Friday, April 24, 2015

MAA Books Beat: New Calculus Textbook

by Steve Kennedy, MAA Senior Acquisitions Editor

What do you do at your school with a first–year student who scored a four or five in AP calculus in high school? There is, at least at Carleton, an awkward articulation between the coverage of the AP AB syllabus and our first-year calculus sequence.

For the first several weeks of our Calculus II class we are covering material that is, at least partially, in an AP calculus class: methods of integration; applications of the integral, including arc length and surface area; some elementary differential equations. But students who take Calculus I at Carleton haven’t seen any of this. It makes for a strange dynamic in the classroom: For some students everything is new and confusing; for others (the AP students) large parts are review. The former feel at a disadvantage, the latter a little bored.

We don’t really want to have two strands through our calculus sequence, one for students with AP experience and another for students who take all their calculus at Carleton. Several years ago we took the AP-experienced students and gave them a half-term course in modeling while the non-AP students took our standard Calculus II material. Then the two groups came together for the second half of the term to study sequences and series together. This turned out to be logistically difficult (and confusing to folks in other departments of the college), and we abandoned the experiment after a few years.


So, I was prepared to be interested when Michael Boardman and Roger Nelsen produced College Calculus: A One-Term Course for Students with Previous Calculus Experience. Michael and Roger have, together, more than 40 years’ experience grading, writing, and consulting on the AP calculus exam. They are as familiar with what a student who scores a four or a five on that exam knows as it is possible to be.
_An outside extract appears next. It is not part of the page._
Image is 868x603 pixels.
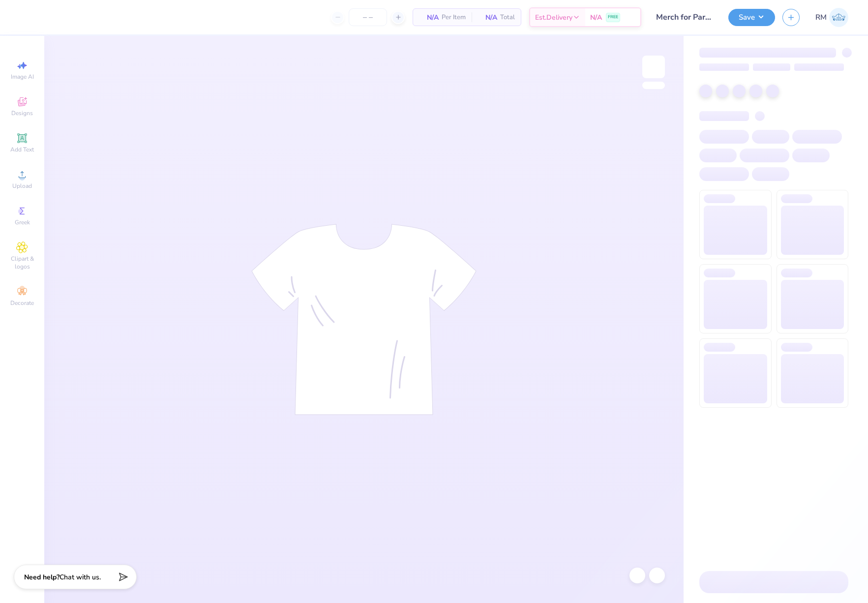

Their take on the issue was bound to be worthwhile.

First, the book material includes all the standard material in any second-semester calculus class: methods of integration; applications of integration including arc length, surface area, volume, work and center of mass; differential equations; hyperbolic functions; numerical integration; parametric curves and polar coordinates; improper integrals; and infinite series.

But the list of topics doesn’t do this book justice. I love what the authors have chosen to do with the (usually deadly boring) collection of integration techniques. There is no chapter of techniques; they are sprinkled throughout the text and produced as needed. So, integration by parts comes up in the volume chapter; trig substitutions are introduced in the chapter on arc length; partial fractions come to rescue when the logistic growth ODE leaves the reader stumped. It’s a clever idea and makes this part of the course much more palatable and relevant.

The other pedagogical innovation that distinguishes this text is the Explorations section that concludes each chapter. These are collections of meaty, worthwhile exploratory problems. For example, the first chapter has the reader, inter alia, deriving a formula for the antiderivative of the product of an exponential and polynomial and proving the Cauchy-Schwartz inequality for integrals. The chapter on numerical integration has explorations that cleverly exploit symmetries to integrate otherwise intractable integrands and demonstrates the Hermite-Hadamard inequality.

By the way, the numerical integration chapter has a very slick proof that Simpson’s rule is exact for cubics. To wit, look at three consecutive points of subdivision, suppose ƒ is a cubic and g is the quadratic that agrees with ƒ on these three points, consider ƒ-g: This has a lovely symmetry across the middle. Notice it is a cubic and you know all three zeroes, the left- and right-most zeroes are symmetrically placed with respect to the middle zero, which means this cubic integrates to zero across this interval. (Draw a picture.)

This book is full of beautiful things like that. The authors have made a conscious effort to raise the level of discourse above that of a typical calculus textbook. They are addressing students who already have a degree of mastery of some elements of calculus, and you can see it in their exposition. Everything is crystal clear and beautifully explained, but not in a dumbed-down or pandering way. Your students will be able to read this text, and they should want to.

Approximately 300,000 high school students will take the AP AB exam this spring. About 40 percent of them will earn a four or a five. What are we going to do with these very-well-prepared folks when they get to our calculus classes next year? Most of them would be very well served by this well-written and thoughtfully constructed book.


This article was written for MAA FOCUS as part of MAA Books Beat. It appears in the April/May 2015 issue.